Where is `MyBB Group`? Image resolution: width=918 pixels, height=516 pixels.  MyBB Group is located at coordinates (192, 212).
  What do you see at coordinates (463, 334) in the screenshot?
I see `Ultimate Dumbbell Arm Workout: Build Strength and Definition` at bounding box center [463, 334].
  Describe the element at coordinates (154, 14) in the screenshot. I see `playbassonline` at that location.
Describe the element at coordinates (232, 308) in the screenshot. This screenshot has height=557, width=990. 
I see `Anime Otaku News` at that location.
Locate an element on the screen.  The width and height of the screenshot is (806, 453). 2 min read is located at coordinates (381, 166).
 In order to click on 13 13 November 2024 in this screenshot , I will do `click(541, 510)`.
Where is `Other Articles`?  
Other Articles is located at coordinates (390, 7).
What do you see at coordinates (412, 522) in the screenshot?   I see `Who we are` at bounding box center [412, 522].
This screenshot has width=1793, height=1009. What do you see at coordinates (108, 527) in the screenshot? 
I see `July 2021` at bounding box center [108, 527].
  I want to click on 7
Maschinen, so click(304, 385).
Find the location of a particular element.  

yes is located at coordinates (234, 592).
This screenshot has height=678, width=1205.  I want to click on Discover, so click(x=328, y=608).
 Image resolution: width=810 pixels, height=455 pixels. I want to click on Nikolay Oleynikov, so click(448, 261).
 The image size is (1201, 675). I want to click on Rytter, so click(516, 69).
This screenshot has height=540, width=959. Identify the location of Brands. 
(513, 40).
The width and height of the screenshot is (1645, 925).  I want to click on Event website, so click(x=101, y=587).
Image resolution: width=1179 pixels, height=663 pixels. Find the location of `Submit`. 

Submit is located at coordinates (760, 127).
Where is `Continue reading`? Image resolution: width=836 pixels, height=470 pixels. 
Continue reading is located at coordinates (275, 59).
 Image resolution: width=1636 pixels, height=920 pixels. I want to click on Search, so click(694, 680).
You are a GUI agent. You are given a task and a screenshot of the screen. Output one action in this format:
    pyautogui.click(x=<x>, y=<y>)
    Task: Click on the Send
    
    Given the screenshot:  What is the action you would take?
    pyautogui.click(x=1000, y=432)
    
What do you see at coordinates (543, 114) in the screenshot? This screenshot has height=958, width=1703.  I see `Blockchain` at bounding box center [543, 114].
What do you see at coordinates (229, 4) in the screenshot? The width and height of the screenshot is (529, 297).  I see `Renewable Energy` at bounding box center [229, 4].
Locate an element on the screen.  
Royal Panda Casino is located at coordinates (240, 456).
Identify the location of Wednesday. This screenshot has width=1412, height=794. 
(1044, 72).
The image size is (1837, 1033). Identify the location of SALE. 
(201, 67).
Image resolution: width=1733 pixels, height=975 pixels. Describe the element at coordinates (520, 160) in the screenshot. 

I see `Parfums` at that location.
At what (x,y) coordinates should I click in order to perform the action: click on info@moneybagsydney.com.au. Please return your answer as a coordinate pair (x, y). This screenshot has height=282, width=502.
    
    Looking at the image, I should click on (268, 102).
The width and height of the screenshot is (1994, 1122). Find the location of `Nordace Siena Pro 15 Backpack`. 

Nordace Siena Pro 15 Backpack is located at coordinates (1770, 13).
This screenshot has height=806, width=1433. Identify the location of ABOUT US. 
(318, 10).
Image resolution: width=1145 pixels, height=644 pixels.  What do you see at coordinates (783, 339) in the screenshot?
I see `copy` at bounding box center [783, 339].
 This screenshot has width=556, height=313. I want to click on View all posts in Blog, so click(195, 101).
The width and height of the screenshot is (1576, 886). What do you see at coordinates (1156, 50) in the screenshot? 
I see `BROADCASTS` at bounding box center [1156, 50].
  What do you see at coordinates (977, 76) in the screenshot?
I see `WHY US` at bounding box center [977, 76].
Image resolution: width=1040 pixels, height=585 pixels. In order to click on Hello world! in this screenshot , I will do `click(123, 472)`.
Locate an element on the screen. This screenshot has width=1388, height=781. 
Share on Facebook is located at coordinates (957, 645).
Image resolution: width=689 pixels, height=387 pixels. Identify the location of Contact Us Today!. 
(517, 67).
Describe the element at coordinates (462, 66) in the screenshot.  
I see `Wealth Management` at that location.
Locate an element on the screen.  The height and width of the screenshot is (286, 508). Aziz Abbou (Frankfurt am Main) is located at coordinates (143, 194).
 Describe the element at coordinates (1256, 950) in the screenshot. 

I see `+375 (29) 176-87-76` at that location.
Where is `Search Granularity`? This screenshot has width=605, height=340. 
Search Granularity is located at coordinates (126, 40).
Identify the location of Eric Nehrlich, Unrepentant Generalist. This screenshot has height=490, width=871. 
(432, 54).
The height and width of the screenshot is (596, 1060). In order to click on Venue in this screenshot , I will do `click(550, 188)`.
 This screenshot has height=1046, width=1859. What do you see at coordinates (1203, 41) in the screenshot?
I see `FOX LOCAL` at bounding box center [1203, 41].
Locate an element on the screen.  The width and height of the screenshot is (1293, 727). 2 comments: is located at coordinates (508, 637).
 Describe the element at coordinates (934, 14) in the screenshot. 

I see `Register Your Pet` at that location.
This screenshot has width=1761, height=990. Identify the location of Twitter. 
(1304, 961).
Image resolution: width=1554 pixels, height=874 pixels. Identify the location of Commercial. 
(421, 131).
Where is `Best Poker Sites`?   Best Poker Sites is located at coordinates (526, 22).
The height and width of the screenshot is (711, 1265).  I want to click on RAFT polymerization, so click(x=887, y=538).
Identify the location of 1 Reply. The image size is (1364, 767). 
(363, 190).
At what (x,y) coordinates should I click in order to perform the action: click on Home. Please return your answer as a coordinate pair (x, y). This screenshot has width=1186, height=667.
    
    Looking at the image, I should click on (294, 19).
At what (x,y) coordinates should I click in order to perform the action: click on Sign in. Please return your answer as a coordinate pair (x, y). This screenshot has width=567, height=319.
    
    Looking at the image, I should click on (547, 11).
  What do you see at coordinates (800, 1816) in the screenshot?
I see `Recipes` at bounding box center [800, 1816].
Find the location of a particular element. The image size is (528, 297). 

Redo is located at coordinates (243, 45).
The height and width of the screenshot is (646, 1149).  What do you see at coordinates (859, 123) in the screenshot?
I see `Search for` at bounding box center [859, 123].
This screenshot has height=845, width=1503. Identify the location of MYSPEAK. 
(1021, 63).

● ● ● ● ●

**WHAT YOU HAVE TO DO**
Return the entries above exactly as they appear.

**TASK OUTPUT**
Where is `MyBB Group`? Image resolution: width=918 pixels, height=516 pixels.  MyBB Group is located at coordinates (192, 212).
  What do you see at coordinates (463, 334) in the screenshot?
I see `Ultimate Dumbbell Arm Workout: Build Strength and Definition` at bounding box center [463, 334].
  Describe the element at coordinates (154, 14) in the screenshot. I see `playbassonline` at that location.
Describe the element at coordinates (232, 308) in the screenshot. This screenshot has height=557, width=990. 
I see `Anime Otaku News` at that location.
Locate an element on the screen.  The width and height of the screenshot is (806, 453). 2 min read is located at coordinates (381, 166).
 In order to click on 13 13 November 2024 in this screenshot , I will do `click(541, 510)`.
Where is `Other Articles`?  
Other Articles is located at coordinates (390, 7).
What do you see at coordinates (412, 522) in the screenshot?   I see `Who we are` at bounding box center [412, 522].
This screenshot has width=1793, height=1009. What do you see at coordinates (108, 527) in the screenshot? 
I see `July 2021` at bounding box center [108, 527].
  I want to click on 7
Maschinen, so click(304, 385).
Find the location of a particular element.  

yes is located at coordinates (234, 592).
This screenshot has height=678, width=1205.  I want to click on Discover, so click(x=328, y=608).
 Image resolution: width=810 pixels, height=455 pixels. I want to click on Nikolay Oleynikov, so click(448, 261).
 The image size is (1201, 675). I want to click on Rytter, so click(516, 69).
This screenshot has height=540, width=959. Identify the location of Brands. 
(513, 40).
The width and height of the screenshot is (1645, 925).  I want to click on Event website, so click(x=101, y=587).
Image resolution: width=1179 pixels, height=663 pixels. Find the location of `Submit`. 

Submit is located at coordinates (760, 127).
Where is `Continue reading`? Image resolution: width=836 pixels, height=470 pixels. 
Continue reading is located at coordinates (275, 59).
 Image resolution: width=1636 pixels, height=920 pixels. I want to click on Search, so click(694, 680).
You are a GUI agent. You are given a task and a screenshot of the screen. Output one action in this format:
    pyautogui.click(x=<x>, y=<y>)
    Task: Click on the Send
    
    Given the screenshot:  What is the action you would take?
    pyautogui.click(x=1000, y=432)
    
What do you see at coordinates (543, 114) in the screenshot? This screenshot has height=958, width=1703.  I see `Blockchain` at bounding box center [543, 114].
What do you see at coordinates (229, 4) in the screenshot? The width and height of the screenshot is (529, 297).  I see `Renewable Energy` at bounding box center [229, 4].
Locate an element on the screen.  
Royal Panda Casino is located at coordinates (240, 456).
Identify the location of Wednesday. This screenshot has width=1412, height=794. 
(1044, 72).
The image size is (1837, 1033). Identify the location of SALE. 
(201, 67).
Image resolution: width=1733 pixels, height=975 pixels. Describe the element at coordinates (520, 160) in the screenshot. 

I see `Parfums` at that location.
At what (x,y) coordinates should I click in order to perform the action: click on info@moneybagsydney.com.au. Please return your answer as a coordinate pair (x, y). This screenshot has height=282, width=502.
    
    Looking at the image, I should click on (268, 102).
The width and height of the screenshot is (1994, 1122). Find the location of `Nordace Siena Pro 15 Backpack`. 

Nordace Siena Pro 15 Backpack is located at coordinates (1770, 13).
This screenshot has height=806, width=1433. Identify the location of ABOUT US. 
(318, 10).
Image resolution: width=1145 pixels, height=644 pixels.  What do you see at coordinates (783, 339) in the screenshot?
I see `copy` at bounding box center [783, 339].
 This screenshot has width=556, height=313. I want to click on View all posts in Blog, so click(195, 101).
The width and height of the screenshot is (1576, 886). What do you see at coordinates (1156, 50) in the screenshot? 
I see `BROADCASTS` at bounding box center [1156, 50].
  What do you see at coordinates (977, 76) in the screenshot?
I see `WHY US` at bounding box center [977, 76].
Image resolution: width=1040 pixels, height=585 pixels. In order to click on Hello world! in this screenshot , I will do `click(123, 472)`.
Locate an element on the screen. This screenshot has width=1388, height=781. 
Share on Facebook is located at coordinates (957, 645).
Image resolution: width=689 pixels, height=387 pixels. Identify the location of Contact Us Today!. 
(517, 67).
Describe the element at coordinates (462, 66) in the screenshot.  
I see `Wealth Management` at that location.
Locate an element on the screen.  The height and width of the screenshot is (286, 508). Aziz Abbou (Frankfurt am Main) is located at coordinates (143, 194).
 Describe the element at coordinates (1256, 950) in the screenshot. 

I see `+375 (29) 176-87-76` at that location.
Where is `Search Granularity`? This screenshot has width=605, height=340. 
Search Granularity is located at coordinates (126, 40).
Identify the location of Eric Nehrlich, Unrepentant Generalist. This screenshot has height=490, width=871. 
(432, 54).
The height and width of the screenshot is (596, 1060). In order to click on Venue in this screenshot , I will do `click(550, 188)`.
 This screenshot has height=1046, width=1859. What do you see at coordinates (1203, 41) in the screenshot?
I see `FOX LOCAL` at bounding box center [1203, 41].
Locate an element on the screen.  The width and height of the screenshot is (1293, 727). 2 comments: is located at coordinates (508, 637).
 Describe the element at coordinates (934, 14) in the screenshot. 

I see `Register Your Pet` at that location.
This screenshot has width=1761, height=990. Identify the location of Twitter. 
(1304, 961).
Image resolution: width=1554 pixels, height=874 pixels. Identify the location of Commercial. 
(421, 131).
Where is `Best Poker Sites`?   Best Poker Sites is located at coordinates (526, 22).
The height and width of the screenshot is (711, 1265).  I want to click on RAFT polymerization, so click(x=887, y=538).
Identify the location of 1 Reply. The image size is (1364, 767). 
(363, 190).
At what (x,y) coordinates should I click in order to perform the action: click on Home. Please return your answer as a coordinate pair (x, y). This screenshot has width=1186, height=667.
    
    Looking at the image, I should click on (294, 19).
At what (x,y) coordinates should I click in order to perform the action: click on Sign in. Please return your answer as a coordinate pair (x, y). This screenshot has width=567, height=319.
    
    Looking at the image, I should click on (547, 11).
  What do you see at coordinates (800, 1816) in the screenshot?
I see `Recipes` at bounding box center [800, 1816].
Find the location of a particular element. The image size is (528, 297). 

Redo is located at coordinates (243, 45).
The height and width of the screenshot is (646, 1149).  What do you see at coordinates (859, 123) in the screenshot?
I see `Search for` at bounding box center [859, 123].
This screenshot has height=845, width=1503. Identify the location of MYSPEAK. 
(1021, 63).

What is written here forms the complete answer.